Crypto prices experienced ongoing pressure from two significant events:
- In early 2022, Three Arrows Capital, a multi-billion hedge fund, collapsed amid a liquidity crisis. Celsius and Voyager Digital, both cryptocurrency lenders, followed.
- Luna and the Terra USD stablecoin followed suit, losing the peg against the US Dollar in May 2022 and causing investors to write off billions.
This cascading disaster caused crypto prices – almost across the board – to drop, with Bitcoin values hitting £21,448 in June 2022, the lowest price since December 2020.
In September 2022, one BTC is valued at £17,449, a far cry from its heady heights but still far from the original £0.08 market price back in 2010.
Despite sustained market turbulence, Bitcoin is the largest and highest-valued cryptocurrency but remains highly speculative and exposed to sudden, volatile fluctuations.
History Of Bitcoin: FAQs
What are the highest and lowest market prices Bitcoin has sold for?
Bitcoin was valued at zero when it first launched and reached £0.08 in 2010 – BTC quickly hit the next milestone with a market price of £27.60 in June 2011.
The all-time market high we have yet seen was in November 2021, when BTC reached £64,145, although it dropped back to £43,048 the following month.
Why is the price of Bitcoin so changeable?
The primary driver behind cryptocurrency prices is supply and demand. When investors are excited about the prospect or use case of crypto, increased demand and appetite mean that tokens become exponentially more valuable.
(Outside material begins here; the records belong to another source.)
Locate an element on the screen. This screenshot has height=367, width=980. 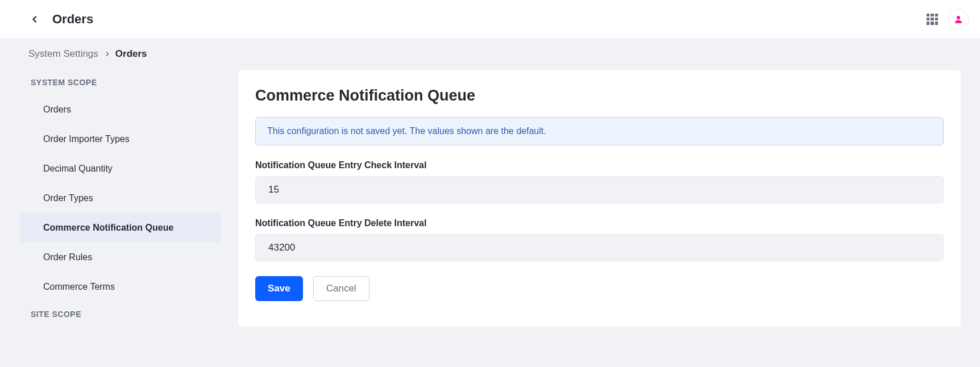
sidebar-item-order-importer-types: Order Importer Types is located at coordinates (121, 139).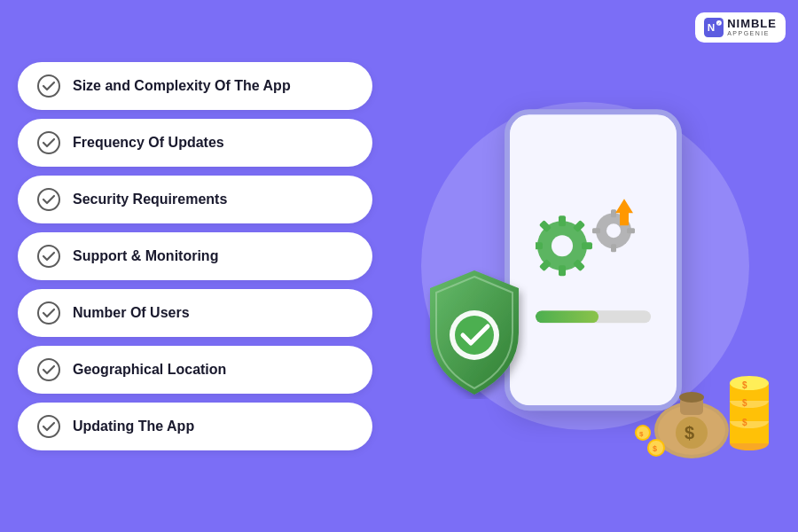 The image size is (798, 532). What do you see at coordinates (195, 370) in the screenshot?
I see `list-item-geographical-location: Geographical Location` at bounding box center [195, 370].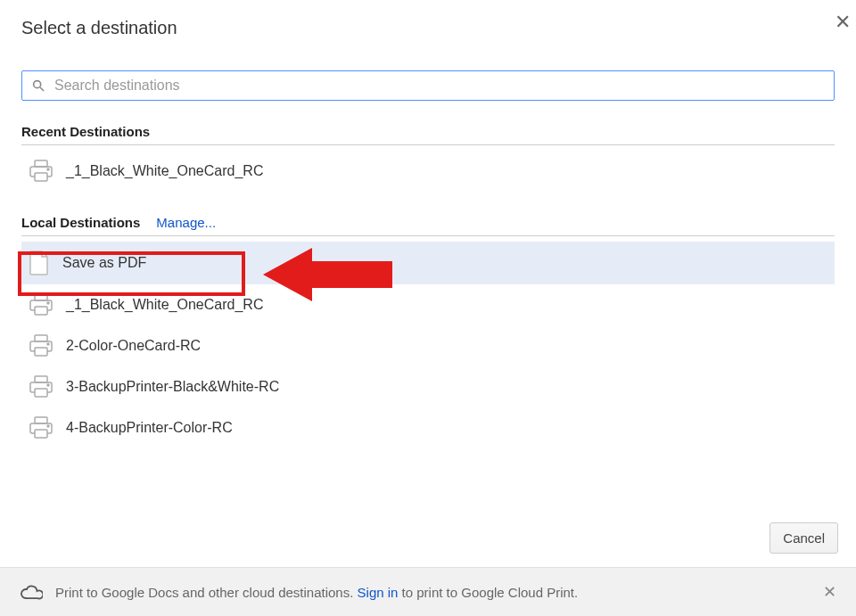  What do you see at coordinates (428, 428) in the screenshot?
I see `destination-item: 4-BackupPrinter-Color-RC` at bounding box center [428, 428].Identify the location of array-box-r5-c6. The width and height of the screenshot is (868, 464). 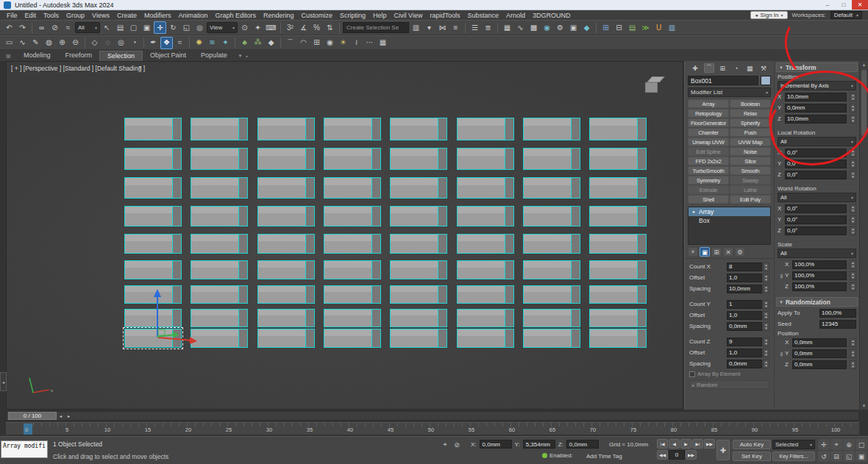
(552, 270).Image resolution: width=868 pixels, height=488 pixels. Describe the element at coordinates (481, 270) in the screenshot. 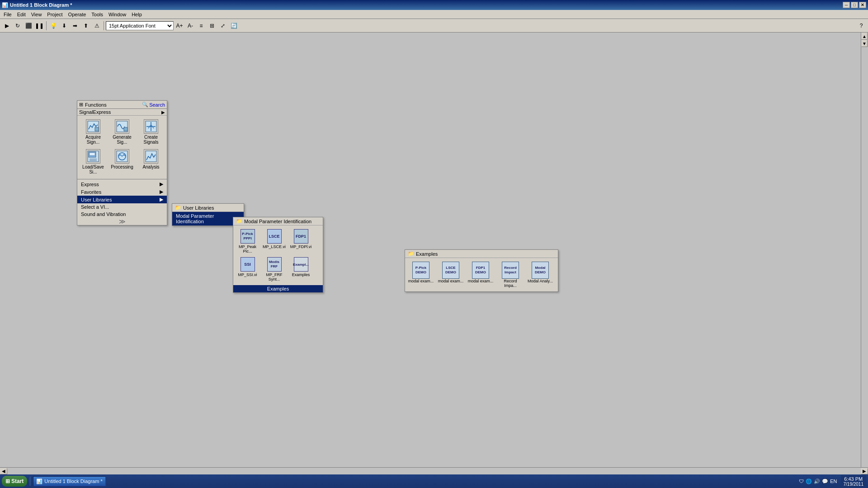

I see `ex-modal-3-img: FDP1DEMO` at that location.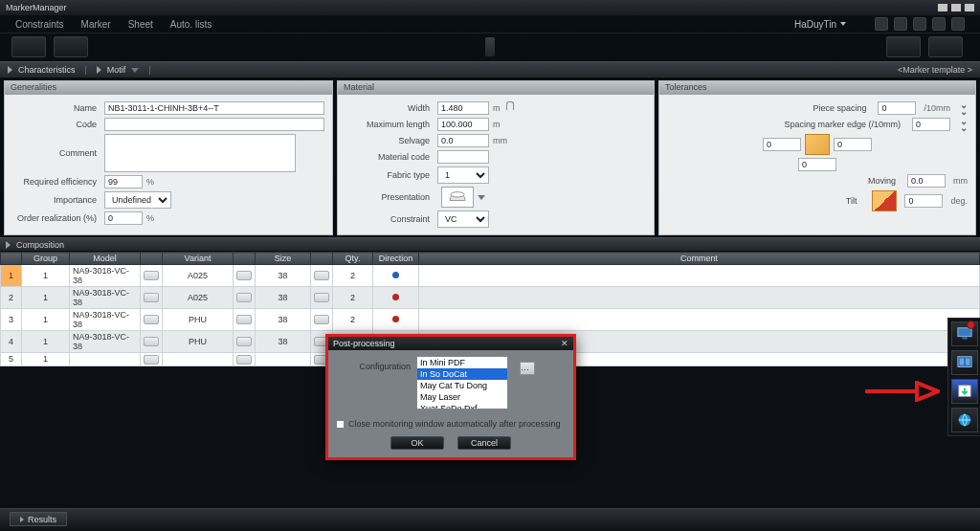  I want to click on input-width, so click(463, 108).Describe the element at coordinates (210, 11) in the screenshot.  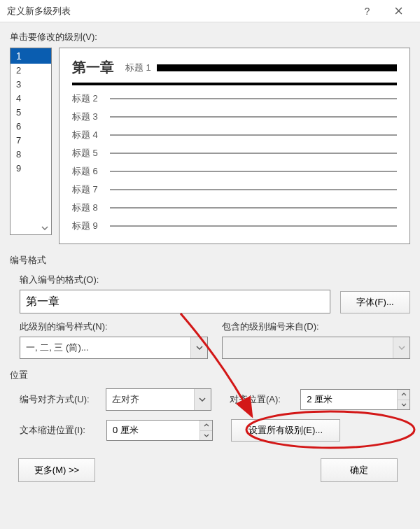
I see `title-bar: 定义新多级列表 ?` at that location.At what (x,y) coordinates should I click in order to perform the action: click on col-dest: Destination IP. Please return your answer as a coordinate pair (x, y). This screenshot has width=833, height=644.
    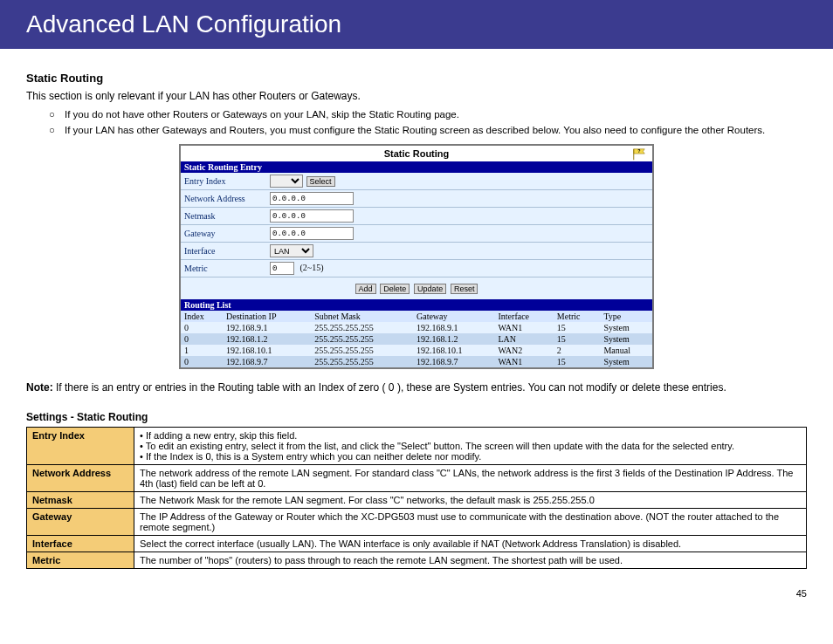
    Looking at the image, I should click on (267, 316).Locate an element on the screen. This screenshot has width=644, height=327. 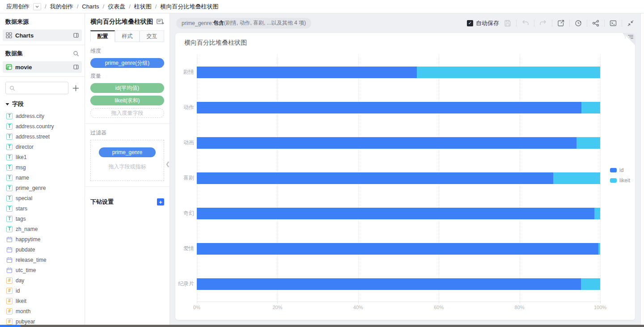
chart-type-switch-icon is located at coordinates (160, 22). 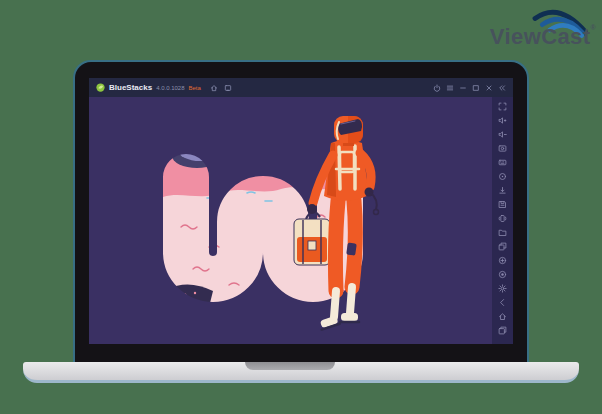 I want to click on menu-icon, so click(x=450, y=88).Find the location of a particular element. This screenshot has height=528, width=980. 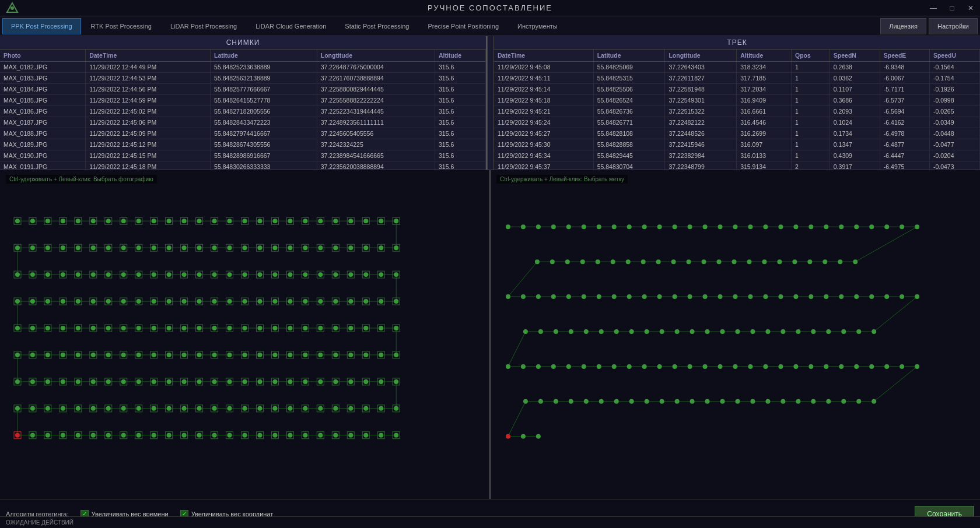

snimki-row: MAX_0191.JPG11/29/2022 12:45:18 PM55.848… is located at coordinates (243, 166).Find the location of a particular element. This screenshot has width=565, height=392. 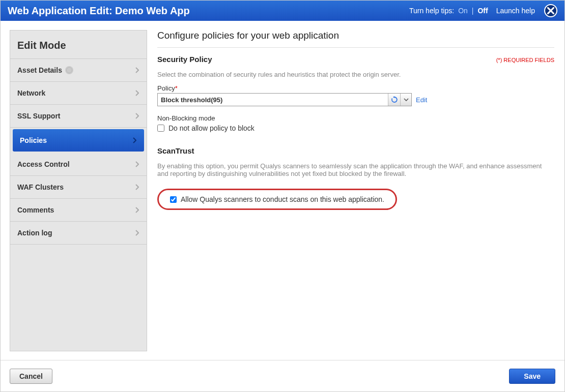

sidebar-title: Edit Mode is located at coordinates (78, 47). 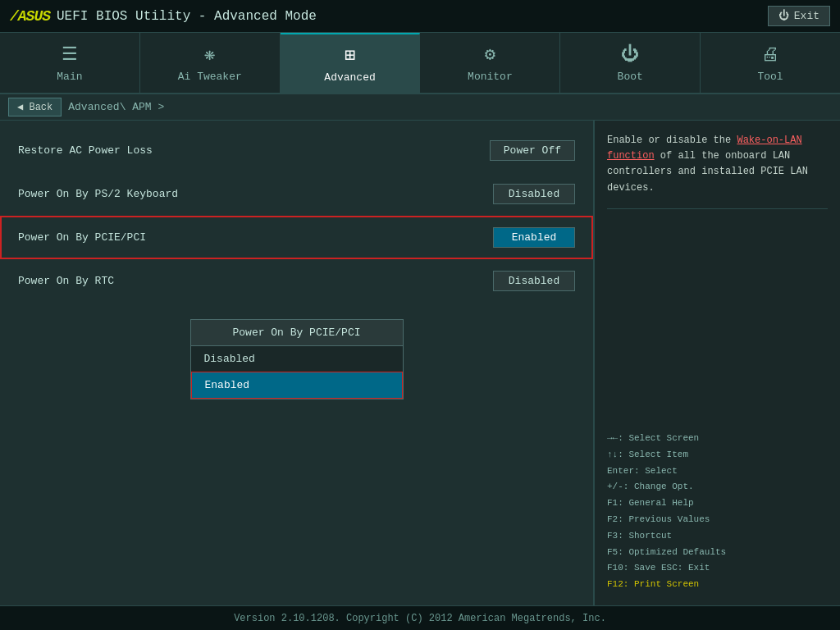 I want to click on keybind-f2: F2: Previous Values, so click(x=717, y=520).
One of the challenges is that crypto is so speculative, and it is difficult to predict how markets will perform accurately. Influences such as new network announcements, forks in blockchains, economics and the success or failure of another crypto all feed into the Bitcoin market price.
Why does the Bitcoin market cap affect prices?
The cap on the number of Bitcoins that can come to market is 21 million. As the crypto gets close to that limit, the theory is that one token will become more valuable. Mining rates half once every four years, meaning the volume of coins to be mined gradually slows down.
What are Bitcoin securities?
Investors have increasing opportunities to invest in Bitcoin or use the Bitcoin market price to generate returns. They can also use Bitcoin as a store of value that is considered at least partly inflation-proof – although economic factors still affect cryptocurrency markets.
Derivatives created or traded by investors affect the market value of Bitcoin. The hype around new investment products, market confidence, or speculation about potential downturns can influence investor sentiment and reduce demand.
Is Bitcoin still worth the investment?
Cryptocurrencies can be used as payment methods, investment vehicles, governance tokens or stores of value, but the price of any token is subject to sudden change, except stablecoins that are pegged to fiat currency.
There is a high financial risk attached to crypto investments, and as Bitcoin trading values show, there is little certainty about how quickly prices will rise – or fall.